The Canadian government yesterday tabled its Budget Implementation Act. Running at over 600 pages, the bill includes several notable provisions related to digital policy including the repeal of the Digital Services Tax, the restoration of a privacy provision in the Broadcasting Act that was mistakenly deleted (yet no one noticed for two years), adding a new data mobility framework to Canada’s privacy laws, and creating a new Stablecoin Act. The Canadian Stablecoin Act is modelled on the U.S. GENUIS Act, though there are some notable differences.

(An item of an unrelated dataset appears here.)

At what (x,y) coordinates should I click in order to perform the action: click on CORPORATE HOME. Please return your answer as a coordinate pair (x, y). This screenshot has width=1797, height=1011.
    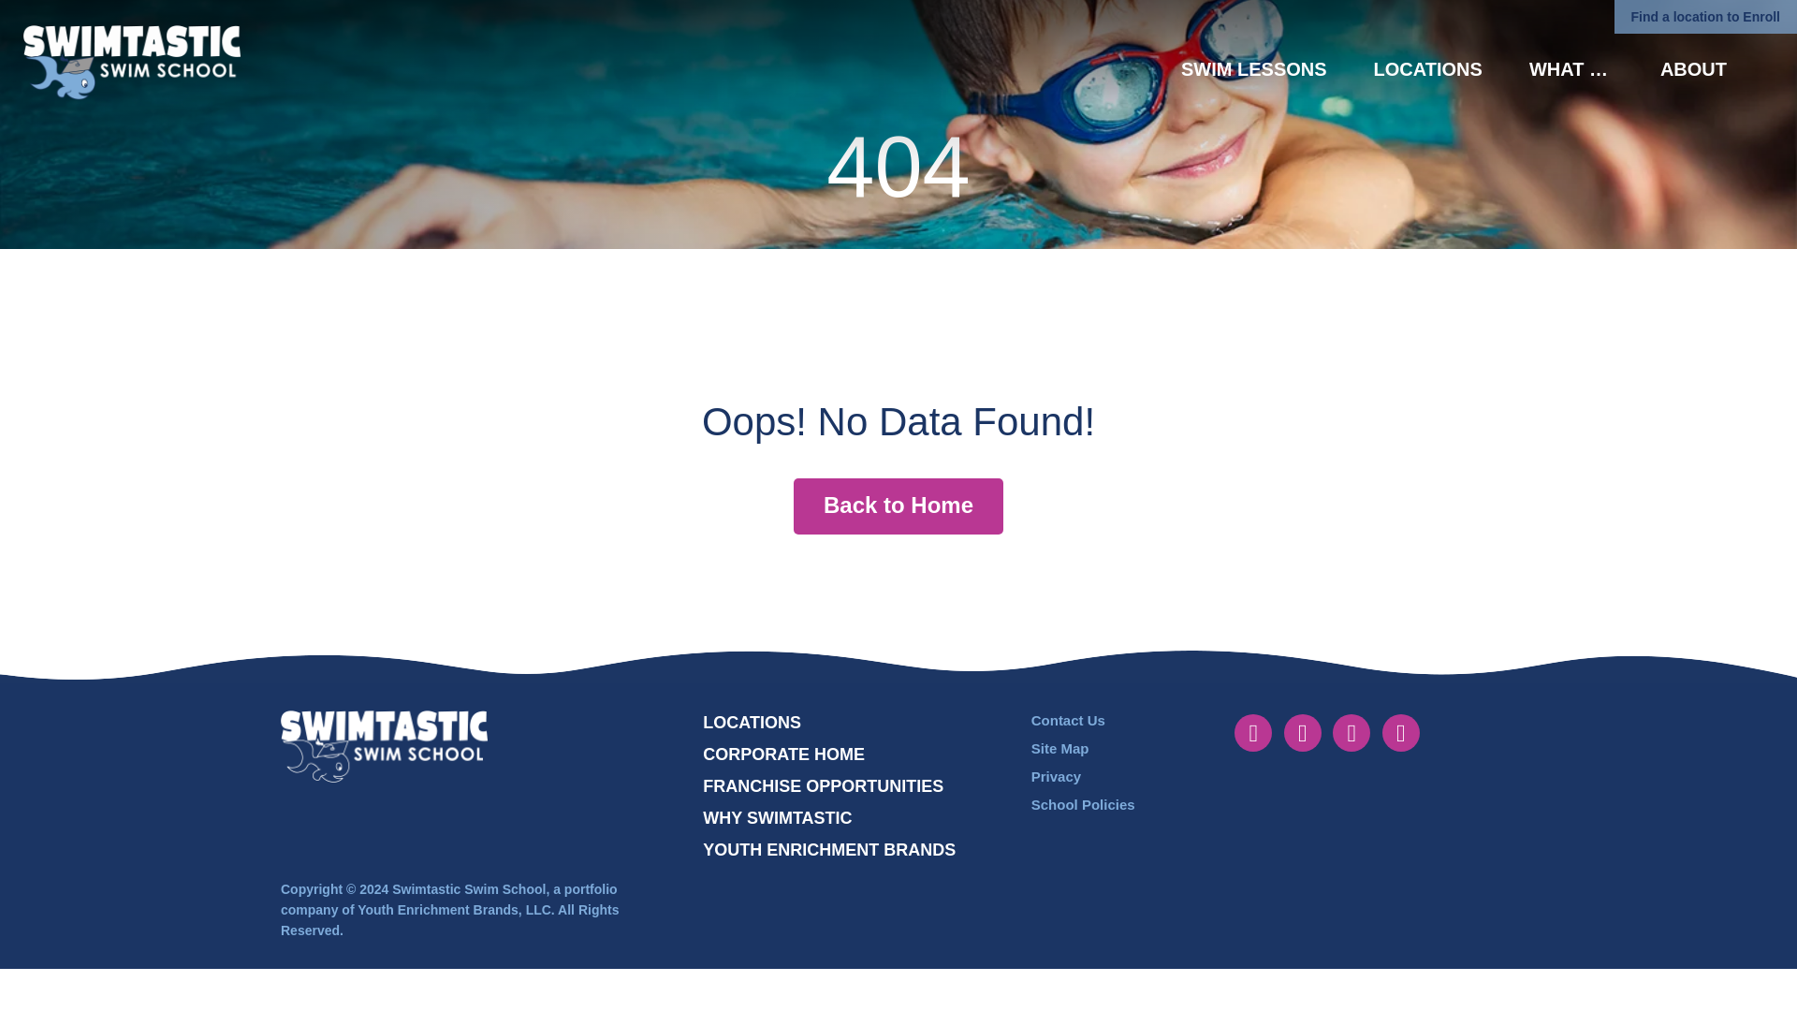
    Looking at the image, I should click on (782, 753).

The Canadian bill establishes a federal regime under the Bank of Canada to supervise issuers of stablecoins available to persons in Canada. The bill defines stablecoins as digital assets referencing a single fiat currency and requires issuers to be listed by the Bank. While it does not outright prohibit unlicensed issuing (unlike the U.S.), it effectively restricts issuance of stablecoins by requiring registration. The Canadian bill allows any person to the Bank of Canada to become an approved stablecoin issuer with a detailed application that covers governance issues, technical specifics, meeting anti-money laundering rules, and financial disclosures.
The stablecoin issuer must maintain reserve assets that back the stablecoin in the same currency or other high quality liquid assets in the currency and it must include redemption rights (the right to redeem the stablecoin for the underlying reserve asset). Regulations may provide further details on these obligations. There are also monthly reporting requirements to the Bank of Canada and requirements for policies on governance, risk management, data security, and recovery and resolution should the stablecoin cease to operate. The Bank of Canada is provided with a range of powers to enforce the law as well as administrative monetary penalties (about half of the bill related to enforcement and future regulations).
For a comparison of the Canadian and U.S. approaches, I uploaded both bills to ChatGPT, which generated the comparison chart posted below. More on stablecoins and their regulation in this recent Law Bytes podcast with Mohamed Zohiri.